Tuesday, March 24, 2009

Body 2.0 - Continuous Monitoring Of The Human Body

Written on March 20, 2009 – 2:01 pm by keith kleiner

Did you ever stop to think how silly and also how dangerous it is to live our lives with absolutely no monitoring of our body’s medical status? Years from now people will look back and find it unbelievable that heart attacks, strokes, hormone imbalances, sugar levels, and hundreds of other bodily vital signs and malfunctions were not being continuously anticipated and monitored by medical implants. We can call this concept body 2.0, or the networked body, and we need it now!

The trio of biomedicine, technology, and wireless communication are in the midst of a merger that will easily bring continuous, 24×7 monitoring of several crucial bodily functions in the years ahead. Unfortunately, as is often the case with medical products, the needed innovations are either already developed or will be soon, but some of the best commercial products won’t make it to the market until years of testing have proven their safety.


In the future your doctor might call you before you have a heart attack, responding to an alarm sent out by monitoring systems in your body that have detected the precursors to a heart attack hours or days ahead of time. With body 2.0, medicine dosages could be tailored precisely to your body chemistry and metabolism. Real-time monitoring of chemical concentrations in your blood could allow for increasing or decreasing dosages accordingly.
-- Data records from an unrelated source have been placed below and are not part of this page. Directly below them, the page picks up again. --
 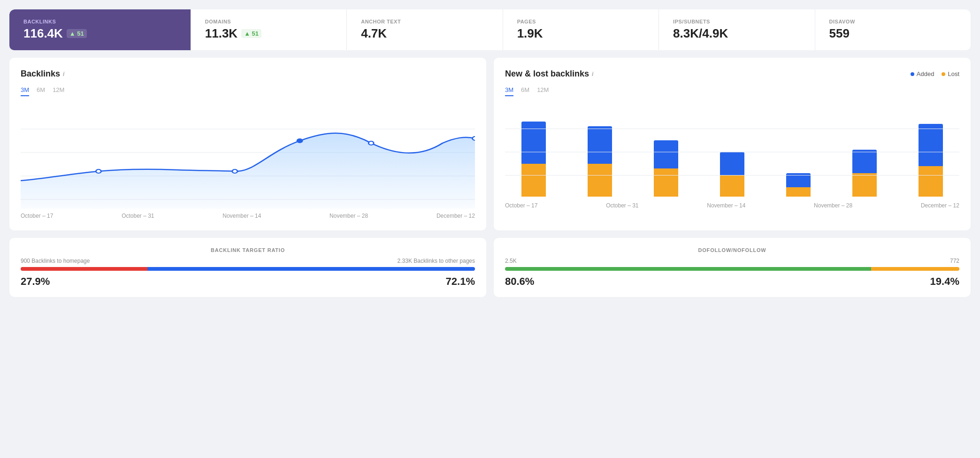 I want to click on dofollow-right-value: 19.4%, so click(x=945, y=282).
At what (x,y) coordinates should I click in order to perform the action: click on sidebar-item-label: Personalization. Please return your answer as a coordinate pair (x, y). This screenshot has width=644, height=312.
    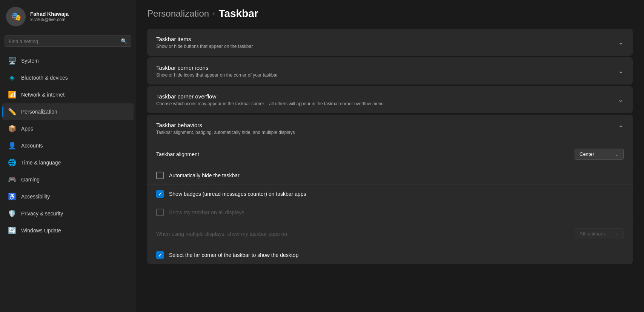
    Looking at the image, I should click on (39, 112).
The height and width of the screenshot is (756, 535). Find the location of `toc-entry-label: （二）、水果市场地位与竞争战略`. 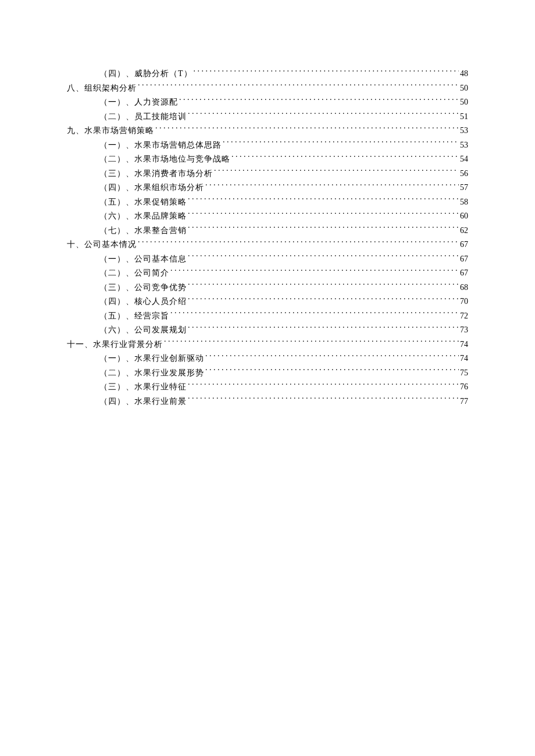

toc-entry-label: （二）、水果市场地位与竞争战略 is located at coordinates (165, 159).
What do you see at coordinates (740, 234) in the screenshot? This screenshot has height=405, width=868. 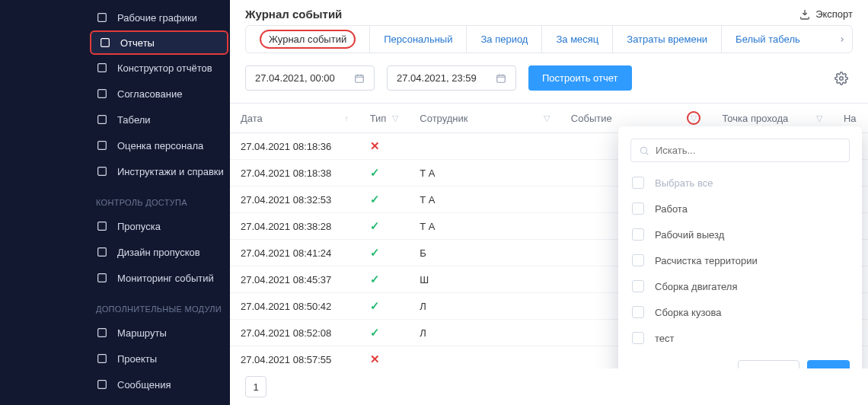 I see `filter-option: Рабочий выезд` at bounding box center [740, 234].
The huge amounts of data that would be accumulated from hundreds of thousands of continuously monitored people would be nothing short of a revolution for medical research and analysis. This data could be harvested to understand the minute by minute changes in body chemistry that occur in response to medication, stress, infection, and so on. As an example, the daily fluctuations in hormone levels of hundreds of thousands of individuals could be tracked and charted 24/7 to determine a baseline from which abnormalities and patterns could be extracted. The possibilities are enormous.

Given the advantages, we must wonder why body monitoring is not already more successful and widespread. The answer is that most of the interesting body monitoring we desire requires direct access to the blood stream and other bodily fluids, and this is not an easy problem to overcome.

A straightforward technique is to prick the skin periodically to extract and analyze blood, yet this only works for periodic monitoring. It does not provide continuous access to bodily fluids. Sensors implanted permanently into the blood stream are what is needed, but the difficulty is that moisture, enzymes, and the immune system quickly wreak havoc on mechanical devices and destroy them. Implants also pose several opportunities for life threatening infection to take hold, and this must be addressed.